Startling discontinuities and surprises erupt throughout these avant-garde landscapes by Poland's outstanding modern dramatist where duchesses and policemen, gangsters and surrealist painters, psychiatrists and locomotive engineers wander in and out, kill one another, and carry on philosophical conversations at the same time.
Stanisław Ignacy Witkiewicz (24 February 1885 – 18 September 1939), commonly known as Witkacy, was a Polish writer, painter, philosopher, playwright, novelist, and photographer active in the interwar period. Born in Warsaw, Stanisław Ignacy Witkiewicz was a son of the painter, architect and an art critic Stanisław Witkiewicz. His mother was Maria Pietrzkiewicz Witkiewiczowa. Both of his parents were born in the Samogitian region of Lithuania. His godmother was the internationally famous actress Helena Modrzejewska. Stanisław Ignacy Witkiewicz – a writer, playwright, poet, painter, photographer, philosopher and an art theoretician. Witkacy was a visionary ahead of his times, and yet a concretely pungent prankster, whose cutting-egde judgement and catastrophic prophesies allow new generations to rediscover his work time and again. One of the few Polish artists whose significance for world art history endures the test of time. He died by commiting suicide upon learning of the Red Army’s attack on Poland, on the 18th of September, 1939 in the village of Jeziory, Polesie region (present-day Ukraine).
Interesting. Theater of the absurd avant la lettre.
Witkiewicz was a Polish writer, artist, and amateur philosopher in the first part of the 20th century. He delighted in outrageous, provocative behavior. A modernist, he ended up supporting himself by painting portraits of both friends and the well-to-do. Sitters could pick a few parameters for the painting according to a preposterous sliding scale, after which they had to accept whatever he produced.
He invented a philosophy or theory of art that stated form was everything. The old importance of content or plot were to be abandoned. Content and form were one and the same.
Acknowledging that this worked better in art than literature, Witkiewicz allowed that the theater still had to have characters. But it didn’t need a linear, logical plot. His plays do step through a series of events , but the action doesn’t occur as the direct effect of prior events or what the audience knows about the characters.
Witkiewicz committed suicide in 1939 for both personal reasons and because he could foresee the looming European catastrophe. His work fell out of favor quickly but was brought back into production as the postwar theater of the absurd gained adherents.
I picked this up by chance but stuck with it after reading in the informative introduction that Witkiewicz was a good friend of Witold Gombrowicz. I read Gombrowicz’s Diary last year and wanted to learn something about one of the few Poles who didn’t suffer Gombrowicz’s venom.
Well, I was less than impressed with two of the plays but I quite liked The Mad Locomotive. This last play is Witkiewicz’s reaction to Futurism. It’s full of energy and more articulated ideas than the other two.
This edition includes three plays: ‘The Madman and the Nun’, ‘The Water Hen’, and ‘The Crazy Locomotive’, as well as an introduction that discusses Witkacy’s biography as a painter, playwright, philosopher, and art theorist. There’s no question that Witkacy was an odd figure; he was the kind of person who kept a numbered list of his relationships according to their proximity and would notify his friends when their position changed on this list. Sadly, this juvenile trait was, for me, much too evident in his writing. There is no doubt that Witkacy is an important precursor to the Theatre of the Absurd; his plays are imbued with eccentricity and illogical events, such as the unexplained return of characters who were killed earlier in the play (not as ghosts, but as themselves). He attempts bitter criticism, but this, to me, is where he fails: his targets are too fast-moving, his shots unfocused and scattered, especially in the first two plays. ‘The Crazy Locomotive’ is by far the one I’d recommend to anyone interested in getting a taste of Witkacy as a playwright. There is much to be enjoyed in this one: the subversion of stereotypes, a critique of industrialism, incorporation of cinema on the background, a touch of feminism, meta commentary on both Witkacy’s theories and the act of play-watching, and a good sense of humour.
Witkiewicz is quickly becoming my favorite playwright. His absurd theater antedates Ionesco and is vastly superior (although the latter's sole novel "The Hermit" is one of the greatest things I've ever read). Completely bonkers, but somehow always devastating.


→ DIRECTIONS
Whenever a line below includes the string "right", show it.

→ EXTRACTED ENTRIES
§
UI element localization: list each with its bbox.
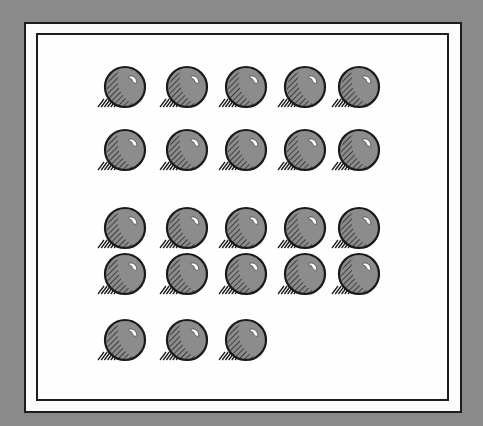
ball [219, 320, 266, 360]
ball [160, 67, 207, 107]
ball-grid [0, 0, 483, 426]
ball [98, 254, 145, 294]
ball [278, 254, 325, 294]
ball [98, 67, 145, 107]
ball [278, 130, 325, 170]
ball [160, 254, 207, 294]
ball [98, 320, 145, 360]
ball [219, 67, 266, 107]
ball [98, 208, 145, 248]
ball [332, 208, 379, 248]
ball [219, 130, 266, 170]
ball [160, 208, 207, 248]
ball [219, 254, 266, 294]
ball [160, 320, 207, 360]
ball [219, 208, 266, 248]
ball [332, 254, 379, 294]
ball [278, 208, 325, 248]
ball [98, 130, 145, 170]
ball [332, 130, 379, 170]
ball [278, 67, 325, 107]
ball [160, 130, 207, 170]
ball [332, 67, 379, 107]
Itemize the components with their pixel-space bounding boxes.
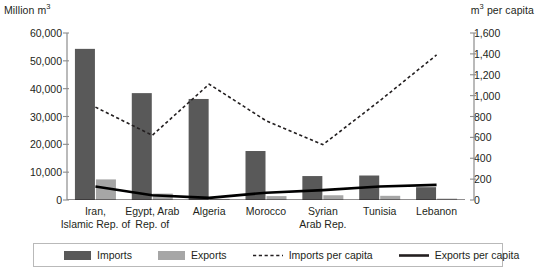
bar-imports — [416, 187, 436, 200]
category-label-line: Islamic Rep. of — [61, 218, 130, 231]
category-label-line: Tunisia — [363, 205, 396, 218]
legend-items: ImportsExportsImports per capitaExports … — [34, 244, 502, 266]
category-label-line: Iran, — [61, 205, 130, 218]
right-axis-tick: 600 — [474, 132, 492, 143]
right-axis-tick: 800 — [474, 111, 492, 122]
legend-item[interactable]: Imports — [64, 249, 132, 261]
category-label-line: Algeria — [193, 205, 226, 218]
legend-swatch-imports-icon — [64, 251, 91, 260]
left-axis-tick: 60,000 — [30, 28, 62, 39]
category-label: Morocco — [246, 205, 286, 218]
bar-exports — [323, 195, 343, 200]
left-axis-tick: 40,000 — [30, 83, 62, 94]
right-axis-tick: 1,000 — [474, 90, 500, 101]
category-label: Lebanon — [416, 205, 457, 218]
bar-imports — [132, 93, 152, 200]
bar-imports — [302, 176, 322, 200]
right-axis-tick: 1,400 — [474, 49, 500, 60]
legend-item[interactable]: Imports per capita — [253, 249, 373, 261]
category-label: Egypt, ArabRep. of — [125, 205, 179, 230]
left-axis-tick: 10,000 — [30, 167, 62, 178]
left-axis-tick-labels: 010,00020,00030,00040,00050,00060,000 — [0, 0, 62, 278]
legend-label: Exports — [191, 249, 227, 261]
right-axis-tick: 1,600 — [474, 28, 500, 39]
category-label: Tunisia — [363, 205, 396, 218]
left-axis-tick: 0 — [56, 195, 62, 206]
right-axis-tick: 200 — [474, 174, 492, 185]
category-label: SyrianArab Rep. — [299, 205, 346, 230]
plot-svg — [67, 33, 465, 200]
legend-label: Imports per capita — [289, 249, 373, 261]
category-label-line: Egypt, Arab — [125, 205, 179, 218]
legend-item[interactable]: Exports per capita — [399, 249, 520, 261]
legend-label: Exports per capita — [435, 249, 520, 261]
legend-item[interactable]: Exports — [158, 249, 227, 261]
legend-dashed-line-icon — [253, 251, 283, 260]
category-label-line: Arab Rep. — [299, 218, 346, 231]
category-label: Iran,Islamic Rep. of — [61, 205, 130, 230]
legend-solid-line-icon — [399, 251, 429, 260]
chart-container: Million m3 m3 per capita 010,00020,00030… — [0, 0, 538, 278]
bar-exports — [267, 196, 287, 200]
plot-area — [67, 33, 465, 200]
category-label-line: Morocco — [246, 205, 286, 218]
legend-swatch-exports-icon — [158, 251, 185, 260]
right-axis-tick-labels: 02004006008001,0001,2001,4001,600 — [474, 0, 536, 278]
left-axis-tick: 20,000 — [30, 139, 62, 150]
category-label-line: Lebanon — [416, 205, 457, 218]
bar-exports — [380, 196, 400, 200]
category-label: Algeria — [193, 205, 226, 218]
category-label-line: Rep. of — [125, 218, 179, 231]
left-axis-tick: 30,000 — [30, 111, 62, 122]
right-axis-tick: 1,200 — [474, 70, 500, 81]
bar-imports — [75, 49, 95, 200]
right-axis-tick: 0 — [474, 195, 480, 206]
chart-legend: ImportsExportsImports per capitaExports … — [33, 243, 503, 267]
left-axis-tick: 50,000 — [30, 56, 62, 67]
category-label-line: Syrian — [299, 205, 346, 218]
bar-imports — [189, 99, 209, 200]
right-axis-tick: 400 — [474, 153, 492, 164]
legend-label: Imports — [97, 249, 132, 261]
§
→ RESULT OF THE EXERCISE
right-axis-tick: 600 — [474, 132, 492, 143]
right-axis-tick: 800 — [474, 111, 492, 122]
right-axis-tick: 1,000 — [474, 90, 500, 101]
right-axis-tick: 1,400 — [474, 49, 500, 60]
right-axis-tick: 1,600 — [474, 28, 500, 39]
right-axis-tick: 200 — [474, 174, 492, 185]
right-axis-tick-labels: 02004006008001,0001,2001,4001,600 — [474, 0, 536, 278]
right-axis-tick: 1,200 — [474, 70, 500, 81]
right-axis-tick: 0 — [474, 195, 480, 206]
right-axis-tick: 400 — [474, 153, 492, 164]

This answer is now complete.